The fix is simple — snapshot the caret position right before React paints again, then restore it instantly. useLayoutEffect() lets you do this pre-paint, so the user NEVER notices anything. In contrast, useEffect() runs post-paint, so you get a noticeable reset. Basically, layout effect says “restore it now,” effect says “restore it later”.
Sudo code example:
function KeepCaret() { const ref = React.useRef(null); React.useLayoutEffect(() => { const el = ref.current; const pos = el.selectionStart; return () => el.setSelectionRange(pos, pos); }); return <input ref={ref} defaultValue="Edit me" />; }
When testing, simulate fast typing with rerenders — like typing in a live-search input. If the caret feels anchored, you did it right. Just don’t interfere with ongoing IME composition events. This keeps typing smooth, predictable, and stable under state updates.
When useEffect is the Better Choice — And Why
If you’re weighing useLayoutEffect vs useEffect, most of the time, React docs (the official words) say to prefer useEffect. Why? Because it doesn’t block paint — meaning your UI renders smoothly before the effect logic kicks in. Think of it as “do the non-visual chores later”.
Here are the canonical cases where useEffect is better:
- Data fetching – Network calls don’t touch layout (let them run async, post-render).
- Subscriptions – WebSocket or event listeners (add/remove safely without blocking the paint).
- Analytics – Tracking users (GA calls, custom logs) happens outside the layout.
- Timers – setTimeout or setInterval (these don’t affect pre-paint flow). Check my post about “JavaScript Sleep Function — Best 7 Examples To Delay, Pause, and Revoke JS Code“
- Debounce – Controlled search inputs or scroll events (trigger logic after user stops).
- Document title/meta updates – Changing tab titles or meta tags (visual isn’t blocked).
- Storage – LocalStorage/sessionStorage saves (sync data safely after render).
- Preloading assets – Load images, preload fonts (async work, no blocking paint).
- URL/history sync – Push state or update query params (browser handles visuals already).
Why it fits
All of the above share one rule: they DO NOT mess with DOM measurements or styles before the screen draws.

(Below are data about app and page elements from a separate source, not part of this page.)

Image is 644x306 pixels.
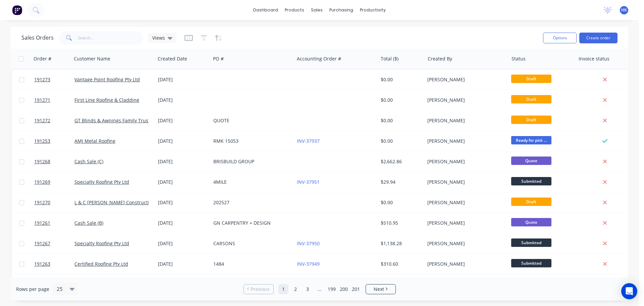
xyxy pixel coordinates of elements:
div: [PERSON_NAME] [427,219,502,226]
a: Next page [366,286,396,292]
div: [DATE] [158,158,208,165]
a: First Line Roofing & Cladding [75,97,139,103]
div: Accounting Order # [297,55,341,62]
a: Page 1 is your current page [278,284,289,294]
div: Created By [428,55,452,62]
div: Status [512,55,526,62]
div: purchasing [326,5,357,15]
a: INV-37950 [297,240,320,246]
a: Specialty Roofing Pty Ltd [75,240,129,246]
div: [PERSON_NAME] [427,117,502,124]
div: $0.00 [381,199,420,206]
a: 191272 [34,111,75,131]
img: Factory [12,5,22,15]
div: $1,138.28 [381,240,420,247]
a: Page 200 [339,284,349,294]
div: Created Date [158,55,187,62]
span: 191273 [34,76,51,83]
div: Order # [33,55,51,62]
div: $0.00 [381,117,420,124]
span: Draft [511,95,552,103]
div: Total ($) [381,55,399,62]
div: $0.00 [381,97,420,103]
ul: Pagination [241,284,399,294]
h1: Sales Orders [21,35,54,41]
span: Quote [511,156,552,165]
div: productivity [357,5,389,15]
span: Views [152,34,165,41]
div: BRISBUILD GROUP [213,158,288,165]
span: Next [374,286,384,292]
div: [PERSON_NAME] [427,76,502,83]
a: GT Blinds & Awnings Family Trust [75,117,150,123]
a: Cash Sale (B) [75,219,103,226]
a: Cash Sale (C) [75,158,103,165]
button: Options [543,33,577,43]
div: [PERSON_NAME] [427,179,502,185]
a: Vantage Point Roofing Pty Ltd [75,76,140,83]
a: Specialty Roofing Pty Ltd [75,179,129,185]
div: 1484 [213,261,288,267]
span: 191270 [34,199,51,206]
div: [PERSON_NAME] [427,199,502,206]
div: [DATE] [158,219,208,226]
a: Page 201 [351,284,361,294]
span: 191253 [34,138,51,144]
div: $2,662.86 [381,158,420,165]
div: QUOTE [213,117,288,124]
span: Draft [511,115,552,124]
span: Submitted [511,238,552,247]
div: [PERSON_NAME] [427,138,502,144]
button: Create order [579,33,617,43]
span: Draft [511,198,552,206]
span: 191268 [34,158,51,165]
a: Page 199 [327,284,337,294]
div: [DATE] [158,117,208,124]
a: L & C [PERSON_NAME] Constructions Pty Ltd [75,199,174,205]
a: 191263 [34,254,75,274]
div: Open Intercom Messenger [621,283,637,299]
div: [DATE] [158,179,208,185]
a: 191270 [34,192,75,213]
a: Page 3 [303,284,313,294]
input: Search... [78,31,143,45]
div: Invoice status [578,55,609,62]
div: Customer Name [74,55,110,62]
div: [PERSON_NAME] [427,240,502,247]
div: [PERSON_NAME] [427,158,502,165]
div: $29.94 [381,179,420,185]
span: Quote [511,218,552,226]
a: 191268 [34,151,75,171]
div: [DATE] [158,199,208,206]
span: 191272 [34,117,51,124]
span: Ready for pick ... [511,136,552,144]
div: PO # [213,55,224,62]
a: 191261 [34,213,75,233]
span: 191261 [34,219,51,226]
div: [DATE] [158,261,208,267]
span: Draft [511,75,552,83]
span: Rows per page [16,286,49,292]
a: AMJ Metal Roofing [75,138,115,144]
a: INV-37949 [297,261,320,267]
div: $310.60 [381,261,420,267]
a: 191267 [34,233,75,253]
a: Page 2 [290,284,301,294]
div: $0.00 [381,76,420,83]
a: Jump forward [315,284,325,294]
div: sales [307,5,326,15]
span: HK [621,7,627,13]
a: 191266 [34,274,75,294]
a: 191273 [34,69,75,90]
div: [DATE] [158,97,208,103]
a: Certified Roofing Pty Ltd [75,261,128,267]
a: dashboard [250,5,281,15]
span: Submitted [511,259,552,267]
div: GN CARPENTRY + DESIGN [213,219,288,226]
a: 191253 [34,131,75,151]
span: 191267 [34,240,51,247]
span: 191269 [34,179,51,185]
div: [DATE] [158,138,208,144]
div: 4MILE [213,179,288,185]
a: Previous page [244,286,273,292]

They’re not layout mutations. They just “do work on the side” or resolve side effects.
If you run these inside useLayoutEffect, React will PAUSE painting until your code finishes. That leads to annoying lags. So yeah — don’t do it.
WARNING: Don’t mutate layout inside useEffect. If you’re doing something like measuring DOM nodes, tweaking CSS, shifting elements around — that’s layout work. It belongs in useLayoutEffect — that’s the only time you want to block paint briefly.
So, the rule of thumb:
- useEffect = background jobs (safe, async, doesn’t block).
- useLayoutEffect = layout fix hacks (only if you must).
Table: Fast Compare useLayoutEffect vs useEffect Hooks
And remember, sometimes you don’t even need an effect. React team reminds us — if you can derive state from props, or compute it inline, skip the effect entirely. Overusing effects makes code messy.
Conclusion — When to Reach for useLayoutEffect vs useEffect
Default to useEffect — Only grab useLayoutEffect if you need to stop a visual glitch or measure something before the browser paints.
- Measure, position, or focus elements → useLayoutEffect (blocky UI fixed fast).
- Data fetch, analytics, timers, or side logging → useEffect (lighter, async vibe).
- Small reminder: layout effects block paint—keep them tiny (SSR + StrictMode might double-run).
Prefer useEffect. Measure only when the real UI jumps bug the eye. Profile both.
If you are learning web development, check my post about “What Is JavaScript Used For with 8 Powerful Reasons to Know About JS“!